Meredith Whitney, the former “Oracle of Wall Street” who foresaw the Great Financial Crisis, believes that the U.S. housing market has the capacity to provide an unparalleled economic stimulus that wouldn’t involve any federal investment. The CEO of Meredith Whitney Advisory Group emphasized the potential benefits of a proposed reform to the mortgage market, despite her recent warnings about the risks the “crisis of the American male” brings to the housing market and the economy.
She mentioned that last month, the massive mortgage finance company Freddie Mac requested permission from its regulator to join the secondary mortgage market, often known as home equity loans, which let borrowers borrow money against the equity in their homes.

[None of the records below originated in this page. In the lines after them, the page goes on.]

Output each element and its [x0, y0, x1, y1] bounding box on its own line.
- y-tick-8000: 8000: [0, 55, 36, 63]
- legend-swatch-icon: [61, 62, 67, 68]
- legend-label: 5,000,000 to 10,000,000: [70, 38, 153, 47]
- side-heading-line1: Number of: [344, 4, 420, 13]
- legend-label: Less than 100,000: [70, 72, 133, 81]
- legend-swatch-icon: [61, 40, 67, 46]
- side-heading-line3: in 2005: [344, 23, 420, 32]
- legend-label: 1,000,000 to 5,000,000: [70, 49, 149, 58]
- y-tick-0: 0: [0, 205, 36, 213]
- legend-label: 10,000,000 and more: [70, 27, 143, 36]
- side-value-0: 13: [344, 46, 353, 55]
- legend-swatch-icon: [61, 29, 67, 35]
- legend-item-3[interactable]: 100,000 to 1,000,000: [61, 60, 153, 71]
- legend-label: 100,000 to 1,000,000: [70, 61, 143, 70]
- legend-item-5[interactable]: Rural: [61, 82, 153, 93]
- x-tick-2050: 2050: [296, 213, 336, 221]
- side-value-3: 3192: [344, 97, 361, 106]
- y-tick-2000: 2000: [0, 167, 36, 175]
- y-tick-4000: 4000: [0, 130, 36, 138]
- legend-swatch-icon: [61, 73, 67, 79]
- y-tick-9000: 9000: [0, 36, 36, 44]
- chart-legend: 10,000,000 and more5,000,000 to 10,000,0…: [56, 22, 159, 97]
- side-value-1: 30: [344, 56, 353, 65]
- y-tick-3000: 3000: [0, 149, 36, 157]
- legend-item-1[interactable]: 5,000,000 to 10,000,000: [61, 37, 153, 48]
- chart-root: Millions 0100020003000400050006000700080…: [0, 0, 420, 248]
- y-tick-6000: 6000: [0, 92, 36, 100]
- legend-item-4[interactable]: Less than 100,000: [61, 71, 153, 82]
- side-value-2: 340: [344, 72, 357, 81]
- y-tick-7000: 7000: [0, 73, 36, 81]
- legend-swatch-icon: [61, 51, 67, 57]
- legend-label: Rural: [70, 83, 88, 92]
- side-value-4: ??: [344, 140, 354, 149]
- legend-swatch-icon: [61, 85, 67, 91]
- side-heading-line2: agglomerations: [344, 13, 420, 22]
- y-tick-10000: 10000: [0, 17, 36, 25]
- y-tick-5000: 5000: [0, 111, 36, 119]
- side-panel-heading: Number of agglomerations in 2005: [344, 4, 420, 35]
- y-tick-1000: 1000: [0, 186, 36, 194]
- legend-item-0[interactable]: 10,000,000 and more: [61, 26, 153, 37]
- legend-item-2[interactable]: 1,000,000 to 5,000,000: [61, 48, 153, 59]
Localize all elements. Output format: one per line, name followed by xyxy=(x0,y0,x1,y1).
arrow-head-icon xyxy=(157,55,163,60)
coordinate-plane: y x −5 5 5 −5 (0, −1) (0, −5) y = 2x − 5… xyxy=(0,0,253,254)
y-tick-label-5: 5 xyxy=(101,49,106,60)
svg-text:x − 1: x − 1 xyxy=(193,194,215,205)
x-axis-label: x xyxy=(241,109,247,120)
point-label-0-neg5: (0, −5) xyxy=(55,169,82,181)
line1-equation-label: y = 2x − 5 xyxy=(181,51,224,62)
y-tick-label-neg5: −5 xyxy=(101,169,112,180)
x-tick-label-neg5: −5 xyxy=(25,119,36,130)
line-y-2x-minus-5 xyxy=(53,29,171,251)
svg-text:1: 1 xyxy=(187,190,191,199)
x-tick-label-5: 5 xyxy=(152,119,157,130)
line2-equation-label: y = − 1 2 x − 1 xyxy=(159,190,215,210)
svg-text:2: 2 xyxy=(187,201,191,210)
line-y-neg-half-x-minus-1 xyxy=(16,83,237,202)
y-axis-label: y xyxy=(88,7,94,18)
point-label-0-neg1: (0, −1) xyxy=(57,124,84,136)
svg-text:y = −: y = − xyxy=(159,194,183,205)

These loans can be utilized for a variety of purposes, including debt repayment, business startup, investments, weddings, new cars, and medical expenses. To put it another way, the economy might be driven by more money. The most well-known aspect of Freddie Mac’s business is the acquisition of first-time mortgages, which it then pools and sells to investors as mortgage-backed securities. By doing this, lenders are able to remove those mortgages from their balance sheets, releasing cash for more loans.
According to Whitney’s estimation, allowing Freddie Mac to handle home equity loans may result in consumers receiving $1 trillion this summer and $2 trillion by autumn. The possible boost might reach $3 trillion if other mortgage behemoths Fannie Mae and Ginnie Mac follow suit, she continued.
Their entry into home equity loans would coincide with banks’ reduced involvement in the market after the financial crisis. According to Whitney, the amount of outstanding home equity loans has decreased from over $700 billion in 2007, right before the financial crisis, to $350 billion today. Even still, house values have increased by more than 70% throughout that time. “The Freddie Mac proposal could change all that, and it could not come at a better time,” she stated. “Most people in the U.S. are feeling the sting of persistent inflation, but older Americans living on a fixed income have been hit particularly hard.”
She mentioned that elderly Americans are being forced to take on greater debt due to growing prices for property taxes and homeowners insurance. They are now more susceptible to unforeseen costs and other financial shocks as a result.